The Sacred Heart, because it arises out of the love of Jesus on Good Friday, shows us true love, not a sentimental substitute. Sentimental affection, disconnected from faith, reason, and the commitment to act rightly, is always an illusion and is often destructive.

It is sentimentality, that deceptive substitute for compassion, that can lead judges to think that they can over-rule “Thou shalt not kill”. And sentimentality can lead well intentioned Christians who are unfamiliar with the real Jesus whom we encounter in the actual Gospel to respond to the very real distress of others by seeking to deny the reality of the human condition, persuading those who are suffering distress to find relief by over-riding faith, reason, science, and common sense in order to embrace some trendy woke ideology out of touch with the reality of the human person. It is illusion that destroys, and a sentimentality guided by illusion is not love; it is not compassion. It ultimately causes great and irremediable suffering.
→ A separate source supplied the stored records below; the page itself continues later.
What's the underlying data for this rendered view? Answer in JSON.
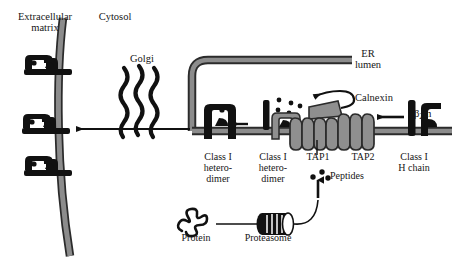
{
  "figure": {
    "type": "cell-biology-diagram",
    "width": 452,
    "height": 259,
    "background": "#ffffff"
  },
  "colors": {
    "membrane_fill": "#8c8c8c",
    "membrane_edge": "#2b2b2b",
    "protein_black": "#111111",
    "complex_gray": "#8f8f8f",
    "text": "#161616",
    "arrow": "#111111"
  },
  "labels": {
    "extracellular_matrix": "Extracellular\nmatrix",
    "cytosol": "Cytosol",
    "golgi": "Golgi",
    "er_lumen": "ER\nlumen",
    "calnexin": "Calnexin",
    "beta2m_main": "m",
    "beta2m_greek": "β",
    "beta2m_sub": "2",
    "class_i_heterodimer_surface": "Class I\nhetero-\ndimer",
    "class_i_heterodimer_er": "Class I\nhetero-\ndimer",
    "tap1": "TAP1",
    "tap2": "TAP2",
    "class_i_h_chain": "Class I\nH chain",
    "peptides": "Peptides",
    "protein": "Protein",
    "proteasome": "Proteasome"
  },
  "structures": {
    "plasma_membrane": {
      "name": "plasma membrane",
      "orientation": "vertical",
      "curved": true,
      "mhc_complex_count": 3
    },
    "golgi": {
      "name": "Golgi apparatus",
      "squiggle_count": 3
    },
    "er": {
      "name": "endoplasmic reticulum",
      "shape": "inverted-U cisterna"
    },
    "tap_transporter": {
      "name": "TAP1/TAP2 peptide transporter",
      "helix_loops": 9
    },
    "peptide_dots": 3,
    "proteasome": {
      "name": "proteasome",
      "shape": "striped barrel"
    }
  },
  "arrows": [
    {
      "name": "golgi-to-surface",
      "direction": "left"
    },
    {
      "name": "er-to-golgi",
      "direction": "left"
    },
    {
      "name": "loading-complex-to-classI",
      "direction": "left"
    },
    {
      "name": "hchain-to-loading",
      "direction": "left"
    },
    {
      "name": "peptides-into-er",
      "direction": "up"
    },
    {
      "name": "proteasome-to-peptides",
      "direction": "curved-up"
    },
    {
      "name": "peptide-into-complex",
      "direction": "curved-left"
    }
  ]
}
Devotion to the Sacred Heart calls forth from our hearts a loving personal response to Jesus and to the pathway to holiness that he reveals in the Gospel; it is a pathway that begins with his initial message: “Repent, for the kingdom of heaven is at hand,” (Matthew 4:17) The love of Christ which we celebrate is always found in the context of the truth of God’s will, and the bracing call to holiness. Jesus does not just look kindly on our sinfulness, and say that everything is fine; that would be sentimentality, a subjective warmth out of touch with truth. No, the Lord who has mercy casts light on our sins, and calls on us to change, to repent. Mercy must always be founded on the recognition of sin, and of the call to repentance.
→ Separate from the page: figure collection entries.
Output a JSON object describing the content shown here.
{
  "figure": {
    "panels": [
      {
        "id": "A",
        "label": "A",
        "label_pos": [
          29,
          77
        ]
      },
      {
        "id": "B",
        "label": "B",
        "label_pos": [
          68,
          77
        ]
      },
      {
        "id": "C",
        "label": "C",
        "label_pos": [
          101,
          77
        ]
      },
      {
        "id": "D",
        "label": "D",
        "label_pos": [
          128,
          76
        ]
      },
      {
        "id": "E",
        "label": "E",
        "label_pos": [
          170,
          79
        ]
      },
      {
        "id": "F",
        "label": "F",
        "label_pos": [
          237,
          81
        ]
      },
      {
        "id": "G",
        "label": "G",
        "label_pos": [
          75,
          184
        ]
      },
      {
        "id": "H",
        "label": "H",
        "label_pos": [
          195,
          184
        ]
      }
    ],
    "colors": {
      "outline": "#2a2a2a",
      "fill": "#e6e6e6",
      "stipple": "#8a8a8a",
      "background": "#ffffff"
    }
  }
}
The loving personal warmth of the Sacred Heart is revealed in John 8:1-11, when the heartless crowd brought to Jesus the woman caught in adultery. Jesus courageously challenged their consciences by telling anyone without sin to cast the first stone; imitation of Christ requires such courage from us as well. And when they all left without condemning her, he showed the loving mercy of the Sacred Heart, warmly affectionate: “Neither do I condemn you.” Christians who privilege the warmth of kindness alone stop at this, feeling that this is what it means to do what Jesus would do. Be kind. They do not notice that Jesus then added: “Go, and from now on sin no more.” Affectionate love is only real when it is set within the context of objective truth.
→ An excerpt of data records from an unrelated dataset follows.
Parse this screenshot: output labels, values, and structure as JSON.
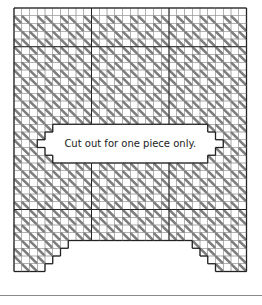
{
  "diagram": {
    "type": "needlepoint-chart",
    "label": "Cut out for one piece only.",
    "grid": {
      "cols": 30,
      "rows": 34,
      "origin_x": 14,
      "origin_y": 8,
      "cell": 7.75,
      "major_every": 10,
      "major_cols": [
        10,
        20
      ],
      "major_rows": [
        5,
        26
      ]
    },
    "colors": {
      "background": "#ffffff",
      "grid_line": "#9a9a9a",
      "major_line": "#222222",
      "border": "#222222",
      "stitch": "#7d7d7d",
      "rule": "#8a8a8a"
    },
    "cutout": {
      "label_cells": [
        5,
        15,
        25,
        20
      ],
      "steps_left": [
        [
          4,
          16,
          5,
          19
        ],
        [
          3,
          17,
          4,
          18
        ]
      ],
      "steps_right": [
        [
          25,
          16,
          26,
          19
        ],
        [
          26,
          17,
          27,
          18
        ]
      ]
    },
    "bottom_notch": {
      "top_row": 30,
      "col_start": 7,
      "col_end": 23,
      "step_rows": [
        [
          30,
          7,
          23
        ],
        [
          31,
          6,
          24
        ],
        [
          32,
          5,
          25
        ],
        [
          33,
          4,
          26
        ]
      ]
    }
  }
}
Similarly, when prayer is seen as being totally a personal emotional experience disconnected from the reality of God’s plan for us all, and from the teachings that reveal that plan in Scripture and tradition, and from the community of the Church, then such sentimental prayer experiences can be unhealthy. We turn inward, and become piously self-indulgent. Even the Sacred Heart devotion has sometimes been distorted, and presented with a repulsive and saccharine sentimentality in language and art. But that is not true to the wholesome doctrinal devotion to the Sacred Heart, based on the objective truth of our faith, subjectively intense with affection, and fruitfully decisive in action.

 

For Reflection:

  1. What does it mean to be compassionate and why is it so important for a disciple of Christ? How can I grow in compassion in the example of the Sacred Heart of Jesus?
  2. What are some of the ways in which I can avoid falling into sentimentality? What are some practical examples of sentimentality vs. compassion that I have witnessed in my life?
  3. When and how have I experienced the true love of Christ? How was this different from other “sentimental substitutes?” How can I (or my parish) reflect this same love of Christ through the devotion to the Sacred Hear of Jesust?
  4. What can I learn from Jesus’ encounter with the woman caught in adultery? Why is his particular response a worthy example of compassion?